“Priest” is a Stylish B-Movie. Sadly It Still Sucks
Scott Stewart’s Priest is a series of disappointments. Karl Urban, playing one of the four underling priests serving under Paul Bettany’s capital-P Priest, delivers the first and most atrocious line reading about the safety of their blue-lit set piece. A film is bad when its first line sends its audience into blistering laughter. If only the rest of it was the same. Just as small-p priest voices his concern, a horde of CGI Voldemort-looking vampires come out, outnumbering the collared men, separating priest from Priest.
Adapted from Hyung Min-woo’s graphic novel, Priest relies on ineffective exposition to make the audience understand its sci-fi world. After the first battle scene, there’s a long series of wars between Christians and vampires depicted through animation. Eventually we learn of the context in which Priest lives, the peacetime between the humans and the bloodsuckers interrupted again when the latter kills the Priest’s brother and sister-in-law and kidnaps his niece. The kidnapping plot line makes this film another remake of The Searchers that Hollywood churns out every decade, the niece Lucy (Lily Collins) bearing the same name as the elder Edwards daughter. Both Lucys are screamers.
The rescue mission, mind bogglingly opposed by a Cardinal (Christopher Plummer) who might benefit from it, continues with the Priest, a cocky young sheriff/Jeffrey Hunter substitute named Hicks (Cam Gigandet) and a priestess (Maggie Q). Priest and Hicks, a contrast between young and old, are set-up for some buddy-cop chemistry that they don’t take advantage of. And of course, cue the revelations that these characters spill because fight scenes have to be punctuated by repetitive dialogue. Hicks talks about his secret engagement to Lucy. The priestess confesses her lust for Priest in the most unconvincing catharsis of sexual repression – it’s the future, let down your hair already!
It’s also unbelievable that a movie exists that both offends my Catholic and lapsed Catholic sides. The movie piles on a lot of references and themes, attempting to comment on the Catholic Church’s iron grip on people and their sexuality: the Church’s prejudices against Indigenous/New Age spirituality, infighting within the Church and its unexplained hierarchies, race relations – the vampires are exiled into desert ‘reservations,’ dangerous urban xenophobia aimed towards equally dangerous rural areas. The film doesn’t understand the complexities of the binaries in which these polar opposites are placed, and neither does it convince us to take its versions of those institutions seriously.

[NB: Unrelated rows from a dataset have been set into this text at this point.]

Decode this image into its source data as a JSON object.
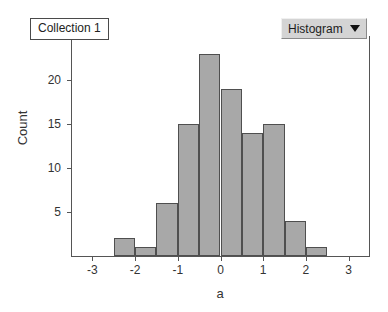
{
  "collection": {
    "label": "Collection 1"
  },
  "plot_type_selector": {
    "value": "Histogram",
    "caret_icon": "chevron-down-icon"
  },
  "colors": {
    "bar_fill": "#a8a8a8",
    "bar_stroke": "#4f4f4f",
    "axis": "#555555",
    "dropdown_bg": "#d4d4d4",
    "box_bg": "#ffffff",
    "text": "#333333"
  },
  "chart_data": {
    "type": "bar",
    "title": "",
    "subtitle": "",
    "xlabel": "a",
    "ylabel": "Count",
    "xlim": [
      -3.5,
      3.5
    ],
    "ylim": [
      0,
      25
    ],
    "grid": false,
    "legend": null,
    "bin_width": 0.5,
    "bin_starts": [
      -2.5,
      -2.0,
      -1.5,
      -1.0,
      -0.5,
      0.0,
      0.5,
      1.0,
      1.5,
      2.0
    ],
    "bin_ends": [
      -2.0,
      -1.5,
      -1.0,
      -0.5,
      0.0,
      0.5,
      1.0,
      1.5,
      2.0,
      2.5
    ],
    "categories": [
      "-2.5 to -2.0",
      "-2.0 to -1.5",
      "-1.5 to -1.0",
      "-1.0 to -0.5",
      "-0.5 to 0.0",
      "0.0 to 0.5",
      "0.5 to 1.0",
      "1.0 to 1.5",
      "1.5 to 2.0",
      "2.0 to 2.5"
    ],
    "values": [
      2,
      1,
      6,
      15,
      23,
      19,
      14,
      15,
      4,
      1
    ],
    "total_count": 100,
    "xticks": [
      -3,
      -2,
      -1,
      0,
      1,
      2,
      3
    ],
    "xticklabels": [
      "-3",
      "-2",
      "-1",
      "0",
      "1",
      "2",
      "3"
    ],
    "yticks": [
      5,
      10,
      15,
      20,
      25
    ],
    "yticklabels": [
      "5",
      "10",
      "15",
      "20",
      "25"
    ]
  }
}
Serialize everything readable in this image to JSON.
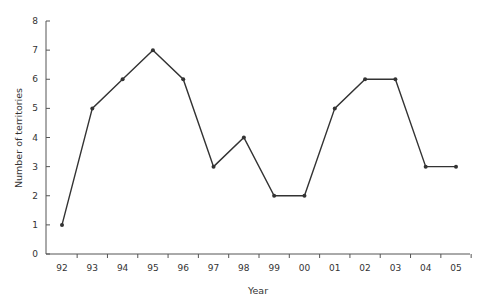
{
  "chart_data": {
    "type": "line",
    "title": "",
    "xlabel": "Year",
    "ylabel": "Number of territories",
    "categories": [
      "92",
      "93",
      "94",
      "95",
      "96",
      "97",
      "98",
      "99",
      "00",
      "01",
      "02",
      "03",
      "04",
      "05"
    ],
    "series": [
      {
        "name": "Number of territories",
        "values": [
          1,
          5,
          6,
          7,
          6,
          3,
          4,
          2,
          2,
          5,
          6,
          6,
          3,
          3
        ]
      }
    ],
    "yticks": [
      0,
      1,
      2,
      3,
      4,
      5,
      6,
      7,
      8
    ],
    "ylim": [
      0,
      8
    ],
    "grid": false,
    "legend": null,
    "colors": {
      "line": "#333333",
      "axis": "#555555",
      "text": "#333333"
    }
  }
}
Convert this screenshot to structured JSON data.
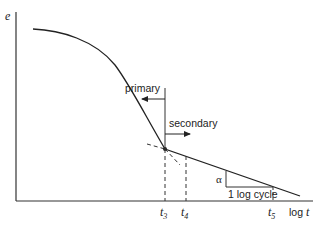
{
  "diagram": {
    "y_axis_label": "e",
    "x_axis_label_prefix": "log",
    "x_axis_label_var": "t",
    "regions": {
      "primary_label": "primary",
      "secondary_label": "secondary"
    },
    "ticks": [
      {
        "var": "t",
        "sub": "3"
      },
      {
        "var": "t",
        "sub": "4"
      },
      {
        "var": "t",
        "sub": "5"
      }
    ],
    "slope_symbol": "α",
    "slope_run_label": "1 log cycle",
    "colors": {
      "line": "#222222",
      "background": "#ffffff"
    }
  }
}
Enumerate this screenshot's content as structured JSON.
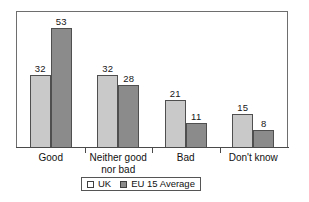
{
  "chart_data": {
    "type": "bar",
    "title": "",
    "subtitle": "",
    "xlabel": "",
    "ylabel": "",
    "ylim": [
      0,
      60
    ],
    "grid": false,
    "legend_position": "bottom",
    "categories": [
      "Good",
      "Neither good nor bad",
      "Bad",
      "Don't know"
    ],
    "category_lines": [
      {
        "line1": "Good",
        "line2": ""
      },
      {
        "line1": "Neither good",
        "line2": "nor bad"
      },
      {
        "line1": "Bad",
        "line2": ""
      },
      {
        "line1": "Don't know",
        "line2": ""
      }
    ],
    "series": [
      {
        "name": "UK",
        "color": "#c9c9c9",
        "values": [
          32,
          32,
          21,
          15
        ]
      },
      {
        "name": "EU 15 Average",
        "color": "#8b8b8b",
        "values": [
          53,
          28,
          11,
          8
        ]
      }
    ]
  },
  "legend": {
    "items": [
      {
        "label": "UK"
      },
      {
        "label": "EU 15 Average"
      }
    ]
  },
  "colors": {
    "series_uk": "#c9c9c9",
    "series_eu": "#8b8b8b",
    "frame": "#6e6e6e",
    "axis": "#4a4a4a",
    "text": "#111111",
    "background": "#ffffff"
  }
}
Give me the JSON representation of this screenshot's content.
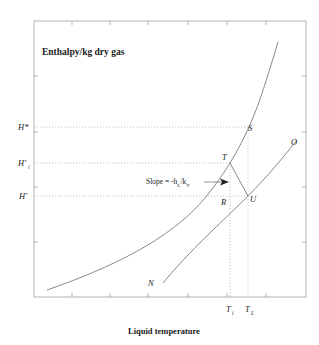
{
  "diagram": {
    "title": "Enthalpy/kg dry gas",
    "xlabel": "Liquid temperature",
    "y_labels": {
      "h_star": "H*",
      "h_i": "H'",
      "h_i_sub": "i",
      "h_prime": "H'"
    },
    "x_labels": {
      "t_i": "T",
      "t_i_sub": "i",
      "t_l": "T",
      "t_l_sub": "L"
    },
    "points": {
      "s": "S",
      "t": "T",
      "u": "U",
      "r": "R",
      "n": "N",
      "o": "O"
    },
    "slope_label": {
      "prefix": "Slope = -h",
      "sub1": "L",
      "mid": "/k",
      "sub2": "Y"
    },
    "colors": {
      "line": "#8a8a8a",
      "axis": "#9a9a9a",
      "dotted": "#b0b0b0",
      "text": "#222222"
    }
  }
}
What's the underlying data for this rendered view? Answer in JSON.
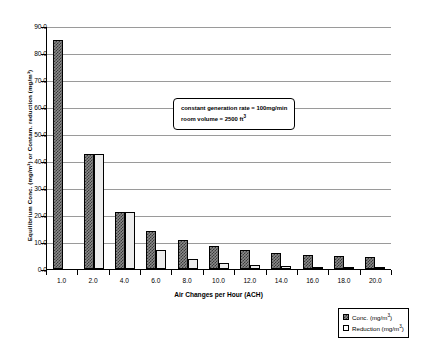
{
  "chart_data": {
    "type": "bar",
    "title": "",
    "xlabel": "Air Changes per Hour (ACH)",
    "ylabel": "Equilibrium Conc. (mg/m³) or Contam. reduction (mg/m³)",
    "categories": [
      "1.0",
      "2.0",
      "4.0",
      "6.0",
      "8.0",
      "10.0",
      "12.0",
      "14.0",
      "16.0",
      "18.0",
      "20.0"
    ],
    "series": [
      {
        "name": "Conc.  (mg/m³)",
        "values": [
          85.0,
          42.5,
          21.2,
          14.2,
          10.6,
          8.5,
          7.1,
          6.1,
          5.3,
          4.7,
          4.3
        ]
      },
      {
        "name": "Reduction  (mg/m³)",
        "values": [
          0.0,
          42.5,
          21.2,
          7.1,
          3.6,
          2.1,
          1.4,
          1.0,
          0.8,
          0.6,
          0.5
        ]
      }
    ],
    "ylim": [
      0.0,
      90.0
    ],
    "yticks": [
      "0.0",
      "10.0",
      "20.0",
      "30.0",
      "40.0",
      "50.0",
      "60.0",
      "70.0",
      "80.0",
      "90.0"
    ],
    "grid": true,
    "legend_position": "bottom-right",
    "annotations": [
      "constant generation rate = 100mg/min",
      "room volume = 2500 ft³"
    ]
  },
  "legend": {
    "entries": [
      {
        "label": "Conc.  (mg/m³)",
        "swatch": "conc-swatch"
      },
      {
        "label": "Reduction  (mg/m³)",
        "swatch": "reduction-swatch"
      }
    ]
  },
  "callout": {
    "line1": "constant generation rate = 100mg/min",
    "line2": "room volume = 2500 ft³"
  }
}
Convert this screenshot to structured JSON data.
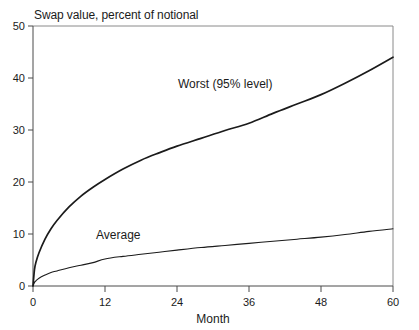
{
  "chart_data": {
    "type": "line",
    "title": "Swap value, percent of notional",
    "xlabel": "Month",
    "ylabel": "",
    "xlim": [
      0,
      60
    ],
    "ylim": [
      0,
      50
    ],
    "grid": false,
    "legend_position": "inline-annotations",
    "xticks": [
      "0",
      "12",
      "24",
      "36",
      "48",
      "60"
    ],
    "xtick_values": [
      0,
      12,
      24,
      36,
      48,
      60
    ],
    "yticks": [
      "0",
      "10",
      "20",
      "30",
      "40",
      "50"
    ],
    "ytick_values": [
      0,
      10,
      20,
      30,
      40,
      50
    ],
    "x": [
      0,
      0.25,
      0.5,
      1,
      2,
      3,
      4,
      6,
      8,
      10,
      12,
      15,
      18,
      21,
      24,
      28,
      32,
      36,
      40,
      44,
      48,
      52,
      56,
      60
    ],
    "series": [
      {
        "name": "Worst (95% level)",
        "label": "Worst (95% level)",
        "color": "#1b1b1b",
        "values": [
          0,
          3.2,
          4.6,
          6.4,
          9.0,
          11.0,
          12.6,
          15.2,
          17.3,
          19.0,
          20.5,
          22.5,
          24.2,
          25.6,
          26.9,
          28.4,
          29.9,
          31.3,
          33.2,
          35.0,
          36.8,
          39.0,
          41.4,
          44.0
        ]
      },
      {
        "name": "Average",
        "label": "Average",
        "color": "#1b1b1b",
        "values": [
          0,
          0.7,
          1.0,
          1.5,
          2.1,
          2.6,
          2.9,
          3.5,
          4.0,
          4.5,
          5.2,
          5.7,
          6.1,
          6.5,
          6.9,
          7.4,
          7.8,
          8.2,
          8.6,
          9.0,
          9.4,
          9.9,
          10.5,
          11.0
        ]
      }
    ],
    "annotations": [
      {
        "text": "Worst (95% level)",
        "x_px": 178,
        "y_px": 88
      },
      {
        "text": "Average",
        "x_px": 96,
        "y_px": 239
      }
    ]
  }
}
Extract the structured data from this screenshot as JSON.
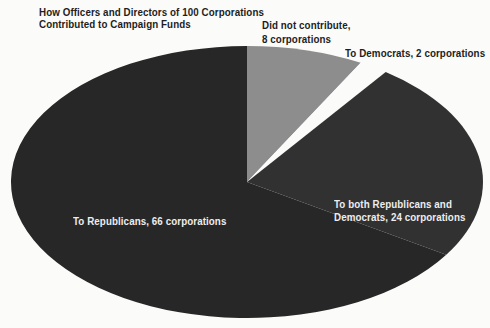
{
  "title": {
    "lines": [
      "How Officers and Directors of 100 Corporations",
      "Contributed to Campaign Funds"
    ]
  },
  "colors": {
    "background": "#fbfbf9",
    "slice_dark": "#272727",
    "slice_dark_alt": "#313131",
    "slice_gray": "#8d8d8d",
    "label_dark": "#1e1e1e",
    "label_light": "#ededed"
  },
  "chart_data": {
    "type": "pie",
    "title": "How Officers and Directors of 100 Corporations Contributed to Campaign Funds",
    "unit": "corporations",
    "total": 100,
    "start": "12-o-clock",
    "direction": "clockwise",
    "legend": "none",
    "ellipse": {
      "cx": 247,
      "cy": 182,
      "rx": 236,
      "ry": 136
    },
    "segments": [
      {
        "label": "Did not contribute",
        "value": 8,
        "color": "#8d8d8d",
        "callout_lines": [
          "Did not contribute,",
          "8 corporations"
        ]
      },
      {
        "label": "To Democrats",
        "value": 2,
        "color": "#fbfbf9",
        "callout_lines": [
          "To Democrats, 2 corporations"
        ]
      },
      {
        "label": "To both Republicans and Democrats",
        "value": 24,
        "color": "#313131",
        "callout_lines": [
          "To both Republicans and",
          "Democrats, 24 corporations"
        ]
      },
      {
        "label": "To Republicans",
        "value": 66,
        "color": "#272727",
        "callout_lines": [
          "To Republicans, 66 corporations"
        ]
      }
    ]
  }
}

Priest is converted to 3D with a tolerable layering of spaces. The least problematic background is the ‘wasteland, a desert-colored white to emphasize the lack of nutrition in the soil, the white clothing of the rural women – Lucy and mother – symbolic of virginal and insipid purity. The rest of its visuals are a mess of aesthetics borrowed from previous films. The cities and the vampires’ hives have a boring blue hue so we remember that it’s science fiction. There are also characters dressed as Sith lords, Cowboys, Dickensian urbanites. It feels like an oblivious Halloween dinner party.
My previous sentence actually makes this movie sound fun, which it is admittedly. I knew going in that this wasn’t going to be good, and it met my expectations, and I was fine with that. Laugh at Karl Urban trying to be the poor man’s Timothy Oliphant, shrug off its derivative plot, watch an Asian priest showing off his Asian martial art skills and see him die before you get offended by the racial stereotype. It was one of those few instances when I was in a good mood to watch an otherwise irritating movie turn my brain into liquid mush. Although I am hesitant to recommend it to anyone, it really depends on your sense of humor.
D-
Notes: Rated PG-13 for intense sequences of violence and action, disturbing images and brief strong language, 87 minutes.














6 Comments
This thing is getting ripped apart almost everywhere. I wish Bettany would be more selective of his roles.
According to rotten tomatoes 56% of the audience liked it while only 20% of critics liked it
I’m seeing this turning into another Suckerpunch
Red: Speaking of more selective, I will never tire of the Paul Bettany King’s Speech story.
Dirtywithclass: That is an insult to Sucker Punch. Sucker punch had pathos. It treated life and death as an arbitrary condition. It had potential. We all knew Priest was a piece of crap. Hell, Gerry Butler turned it down because it was crap. It delighted me that a movie was this bad.
The same part of me that turns around and looks at horrifying car accidents on the highway, and the same part of me that is fascinated by the jumbled mess that was the Nixon administration… is the same part of me that wants to see this movie.
I feel bad for Bettany, he passed on The King’s Speech role that would’ve revived his career and now something that in theory could’ve been an ug hit, fails : – ( He is really talented and seems like a great, down to earth kind of guy, so I’ve been wishing him well but nah … I don’t think he even has any projects lined up at the mo..
Either this is the only work that is coming Paul’s way or the money way is too good to pass up. I agree he is far too talented to have to resort to these types of roles (on a consistent basis).